INSTRUCTIONS FOR THE TASK: With the pictures left out, transcribe exactly the lines from the one with "has height=404, width=718." through the end of the data.
BEGIN
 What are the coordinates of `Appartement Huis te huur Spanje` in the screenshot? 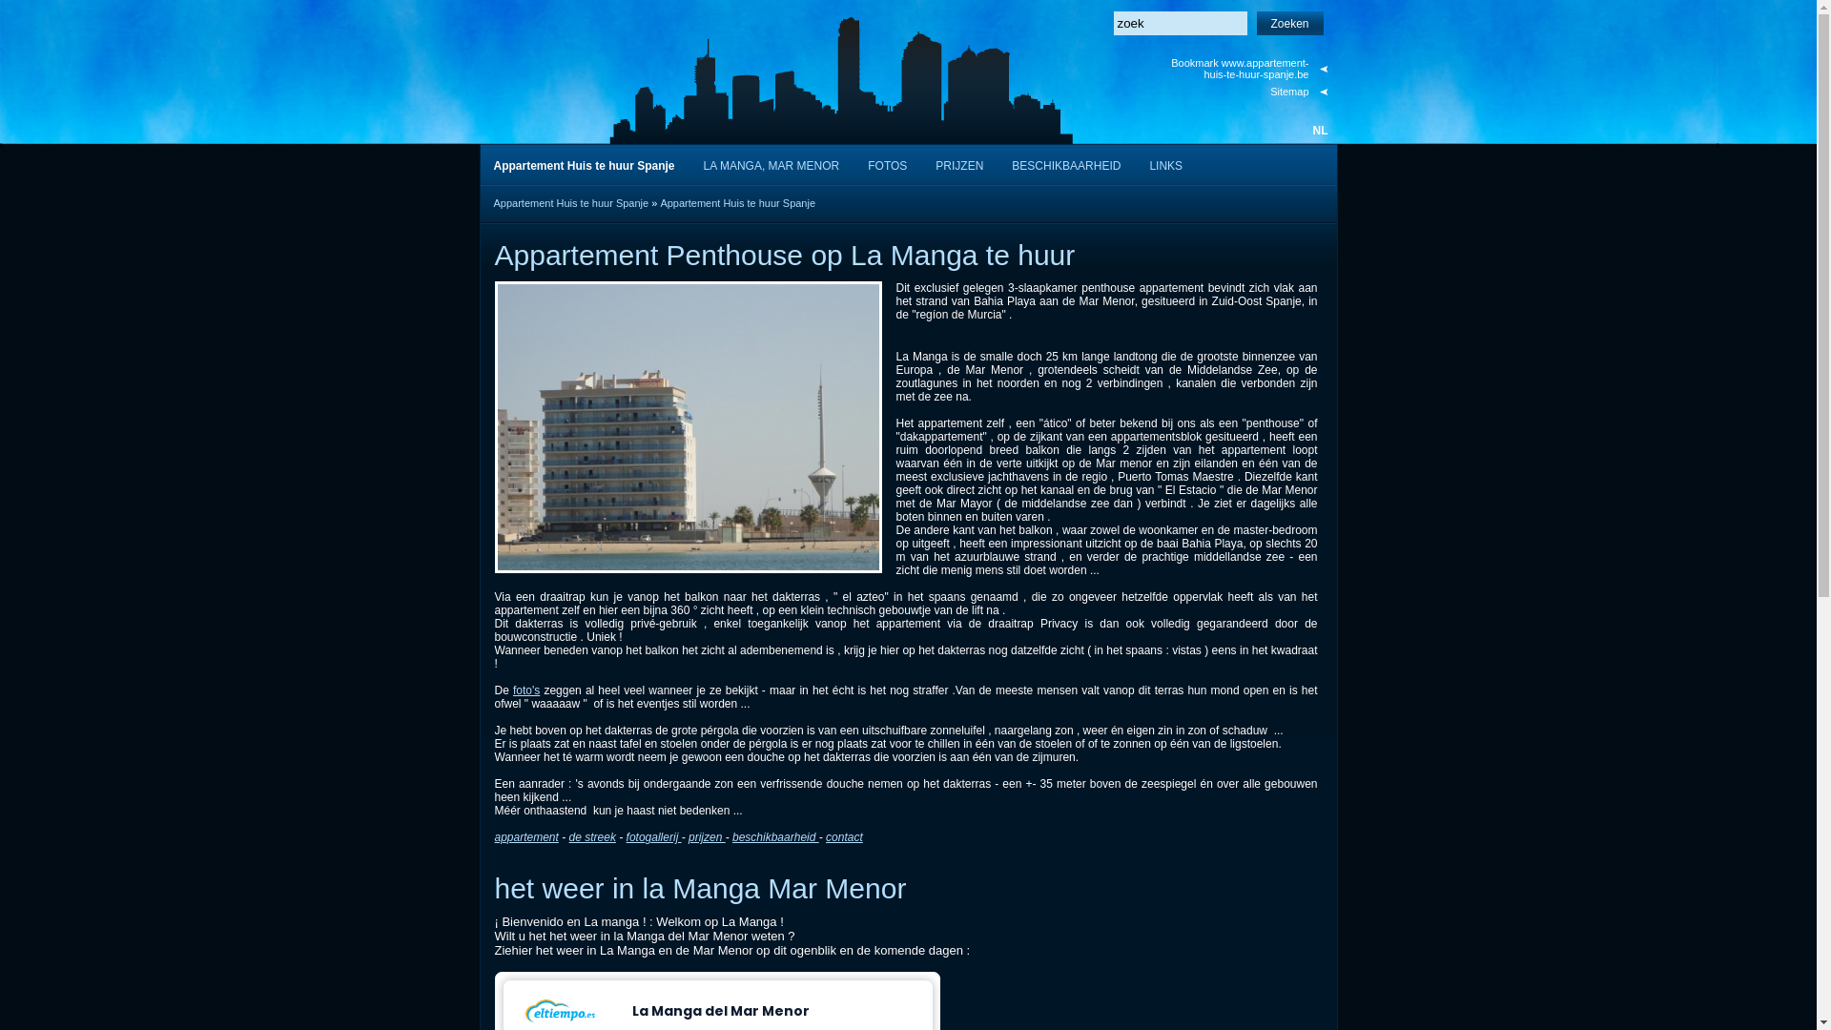 It's located at (738, 203).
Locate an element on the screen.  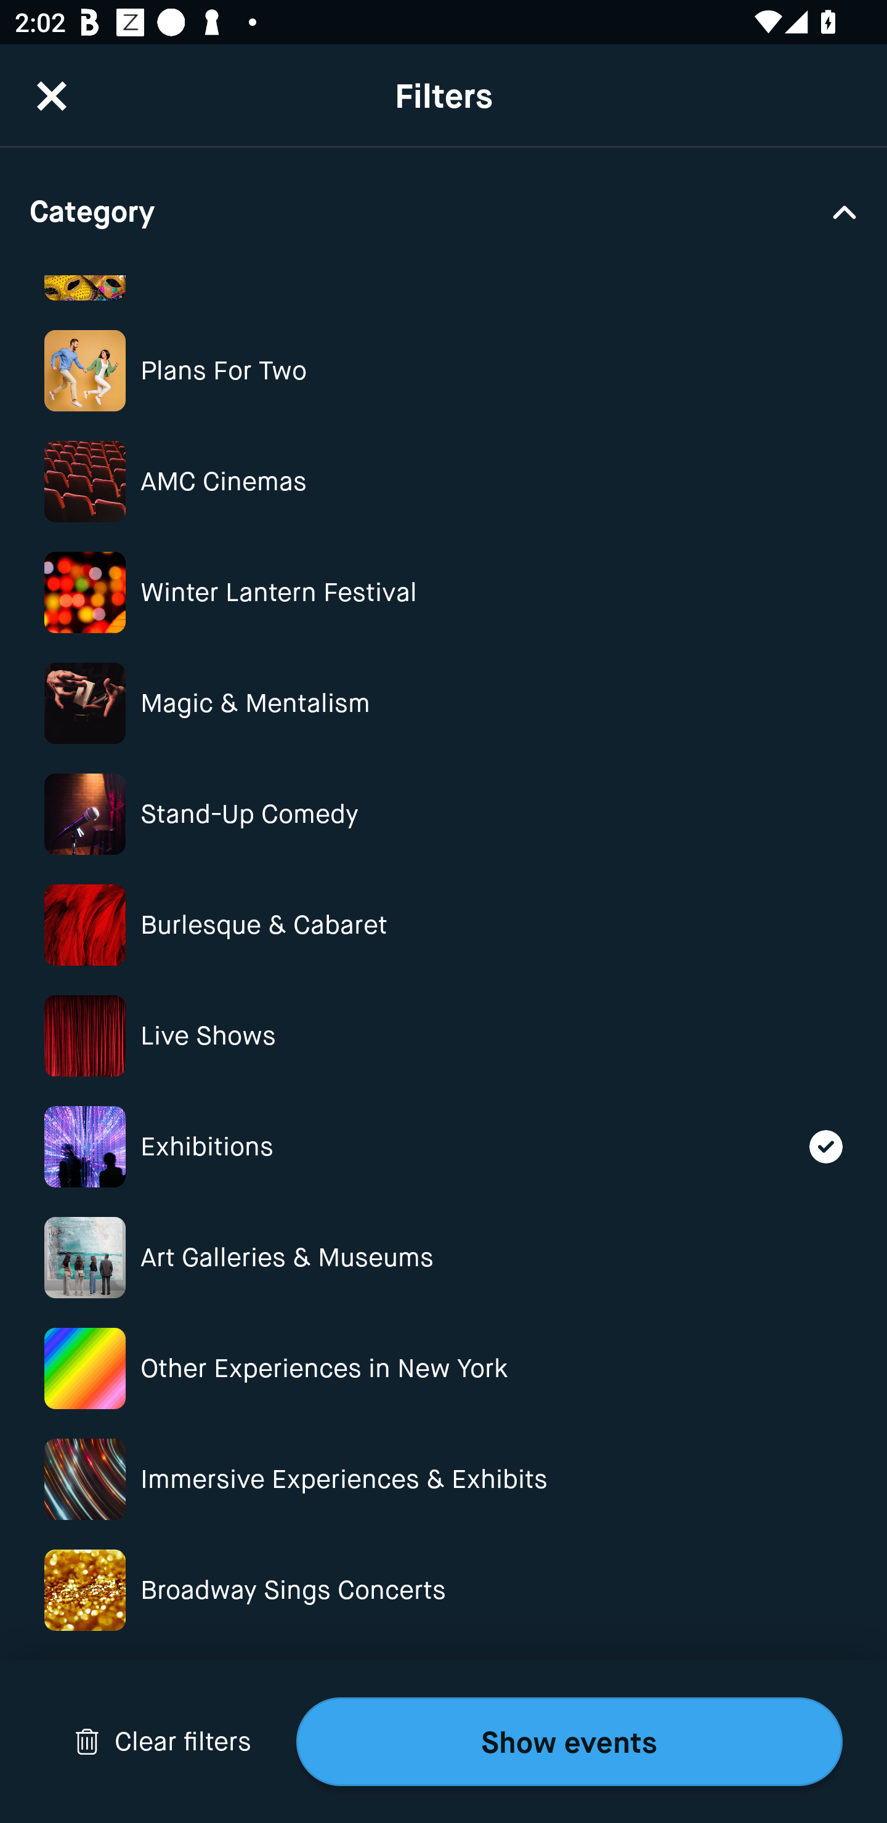
Category Drop Down Arrow is located at coordinates (443, 211).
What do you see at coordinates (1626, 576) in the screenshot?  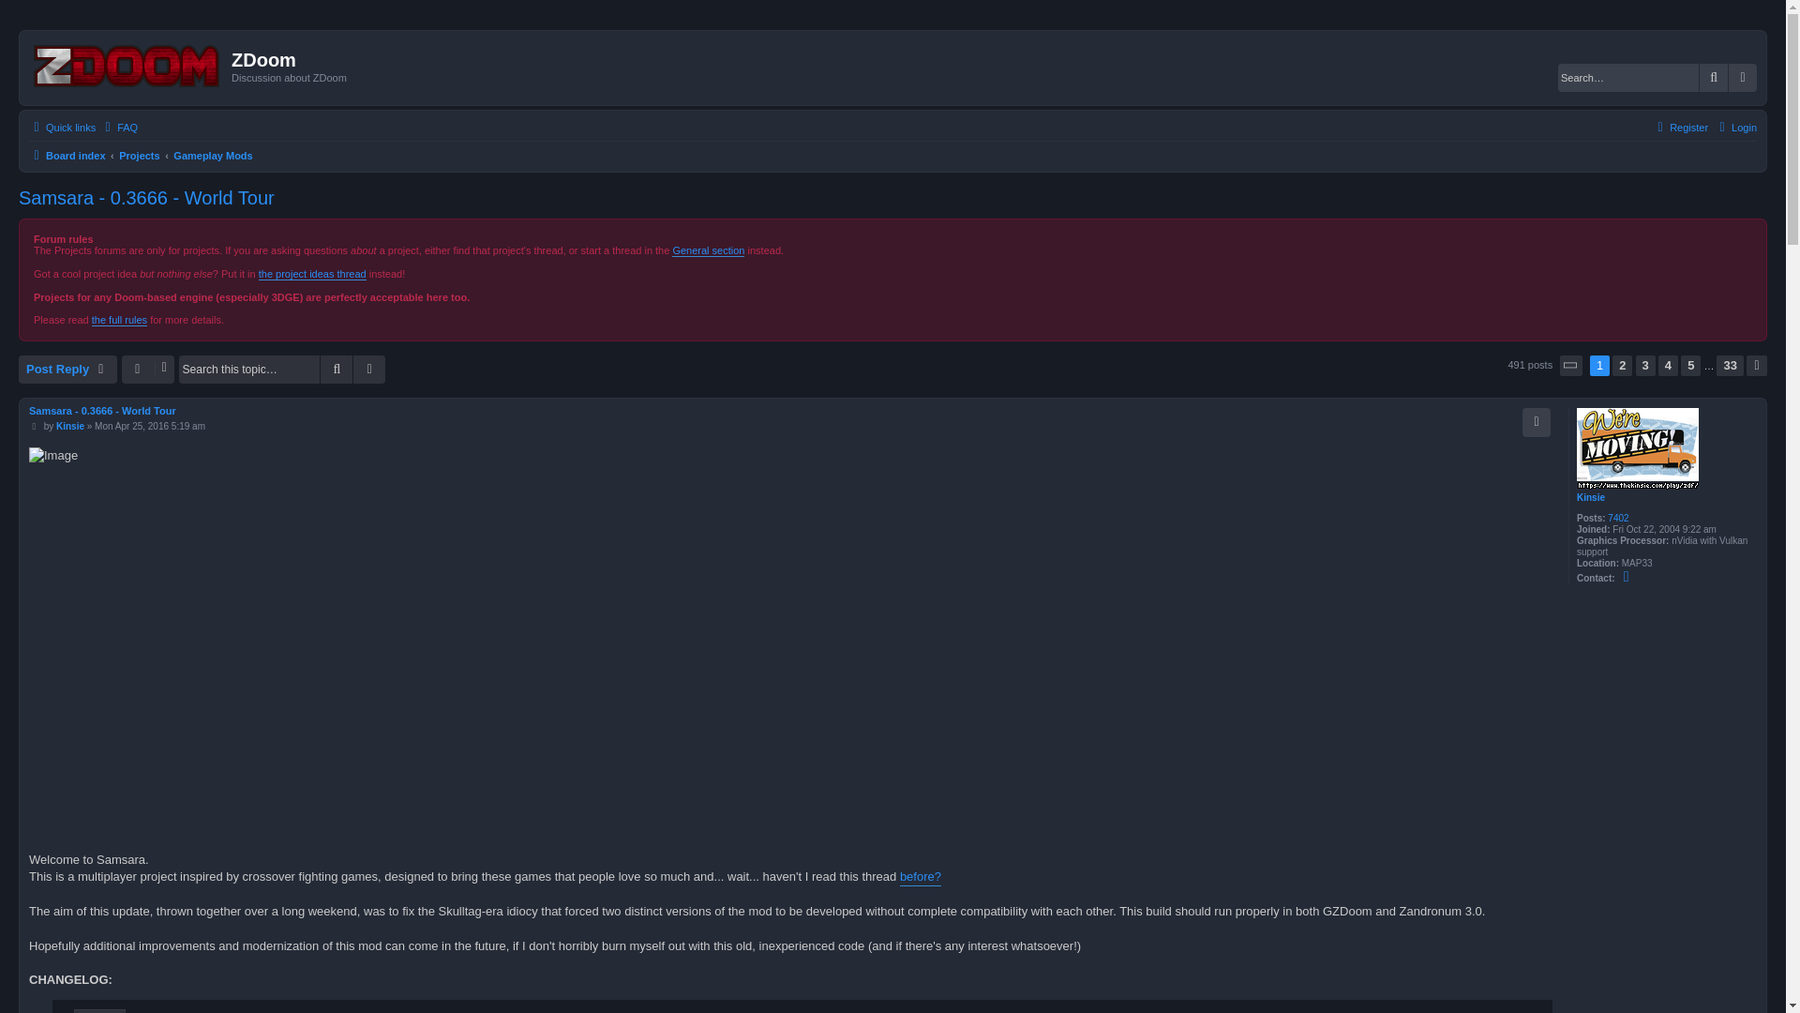 I see `Contact Kinsie` at bounding box center [1626, 576].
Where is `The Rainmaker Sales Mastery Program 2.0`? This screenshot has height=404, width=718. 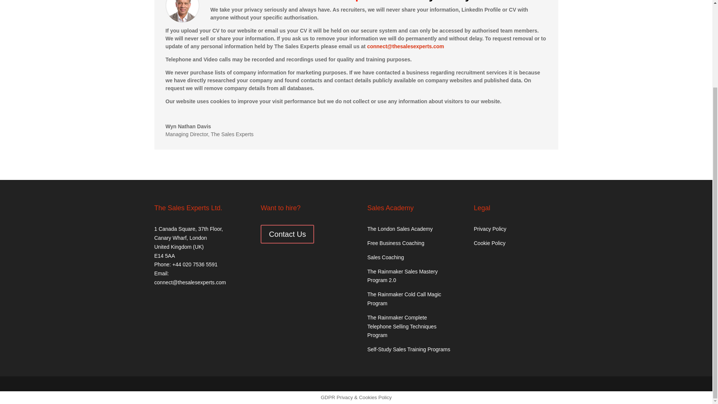
The Rainmaker Sales Mastery Program 2.0 is located at coordinates (402, 276).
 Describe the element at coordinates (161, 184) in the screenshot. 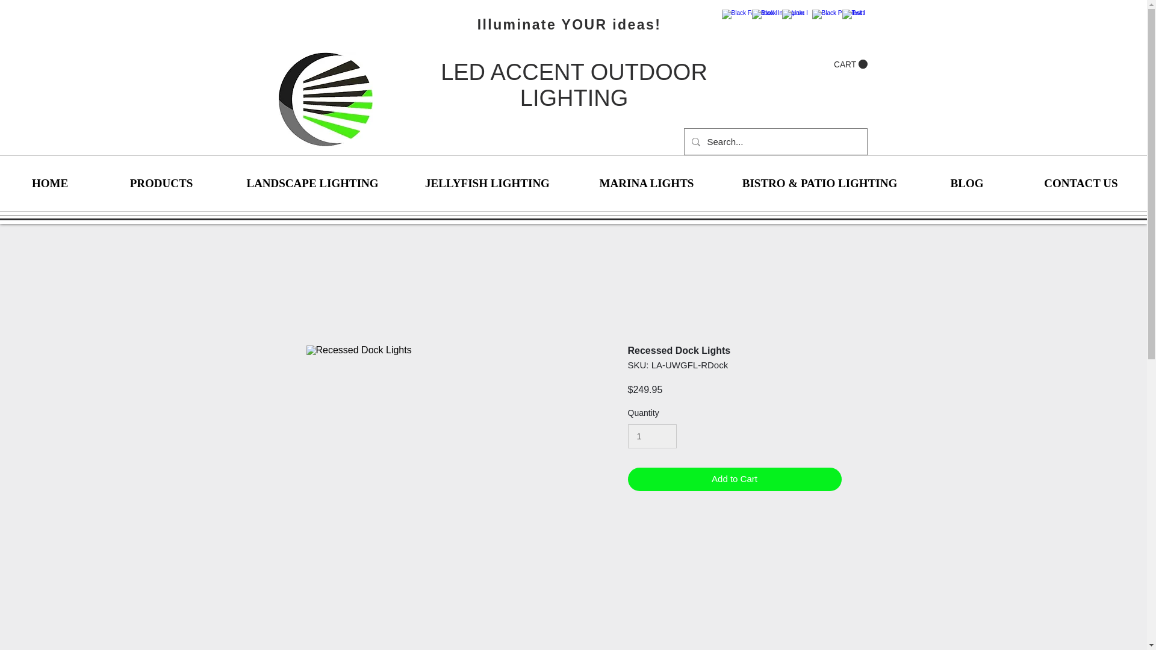

I see `PRODUCTS` at that location.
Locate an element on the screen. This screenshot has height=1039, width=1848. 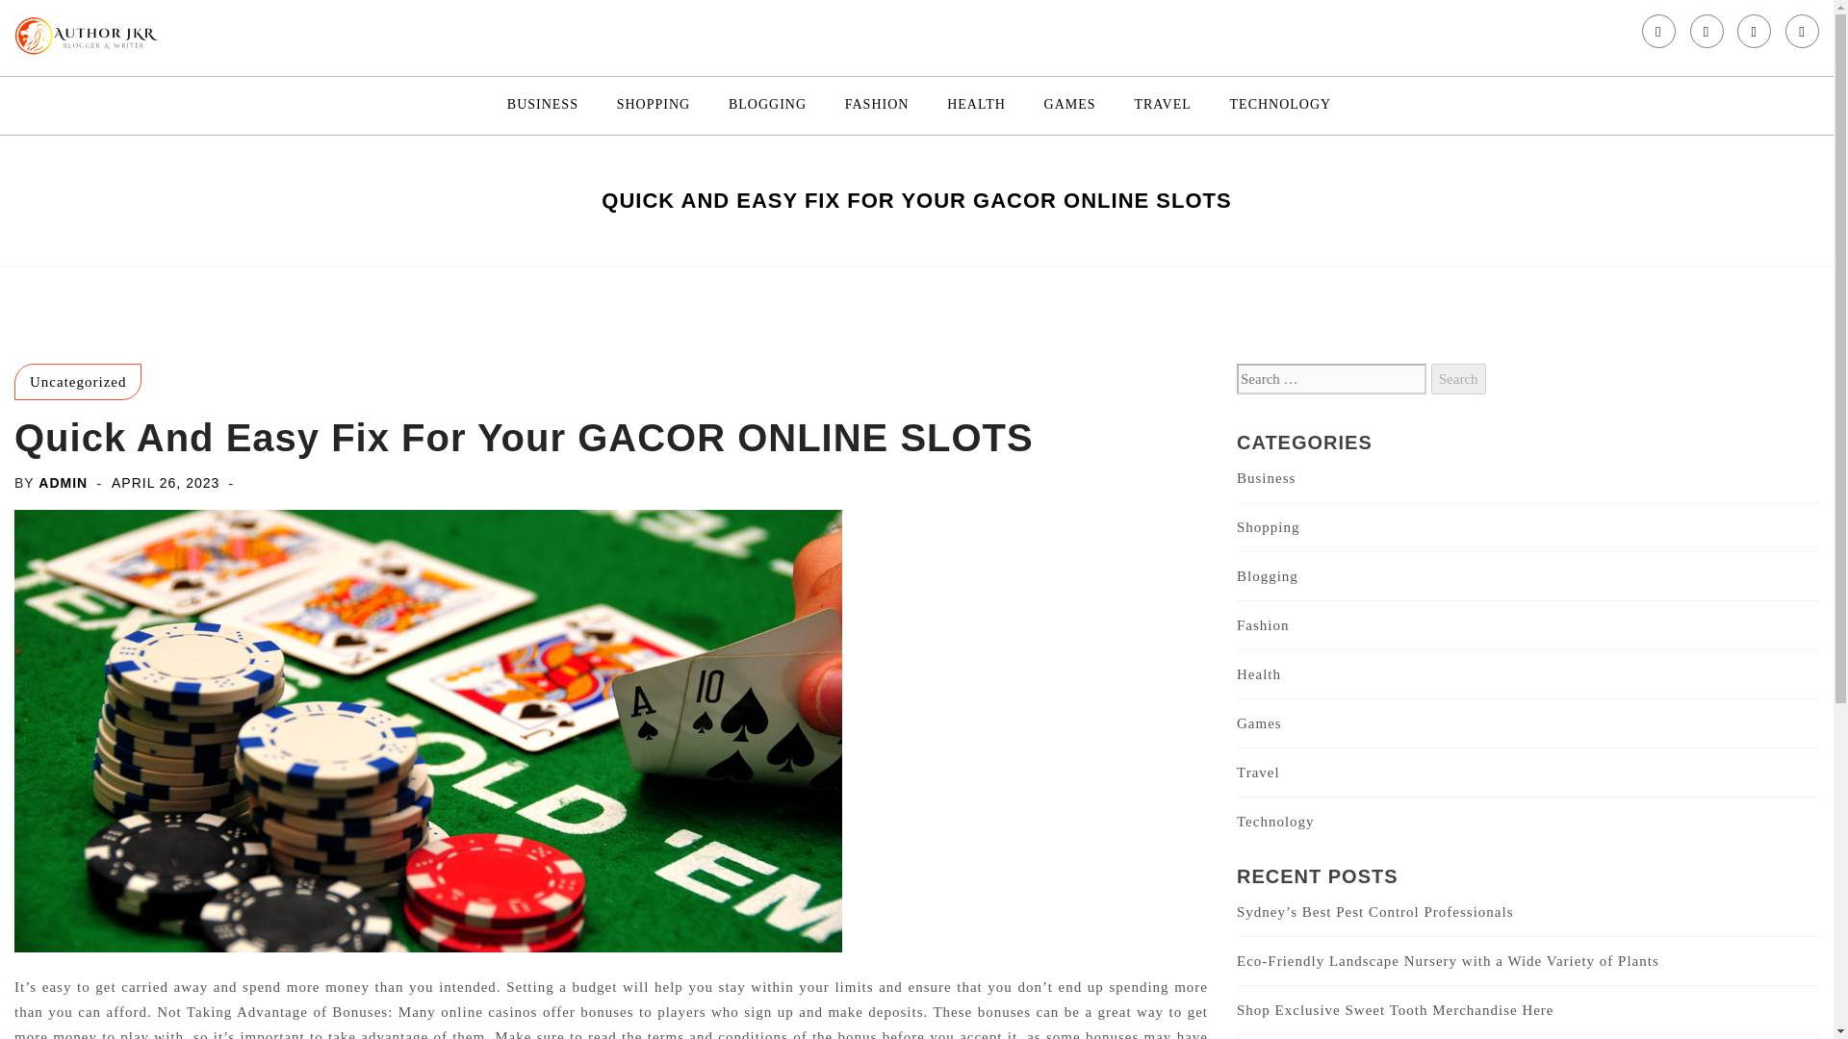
END
EXERCISE SOLUTION:
Where is `The Rainmaker Sales Mastery Program 2.0`? This screenshot has height=404, width=718. 
The Rainmaker Sales Mastery Program 2.0 is located at coordinates (402, 276).
 Describe the element at coordinates (161, 184) in the screenshot. 

I see `PRODUCTS` at that location.
Locate an element on the screen. This screenshot has height=1039, width=1848. 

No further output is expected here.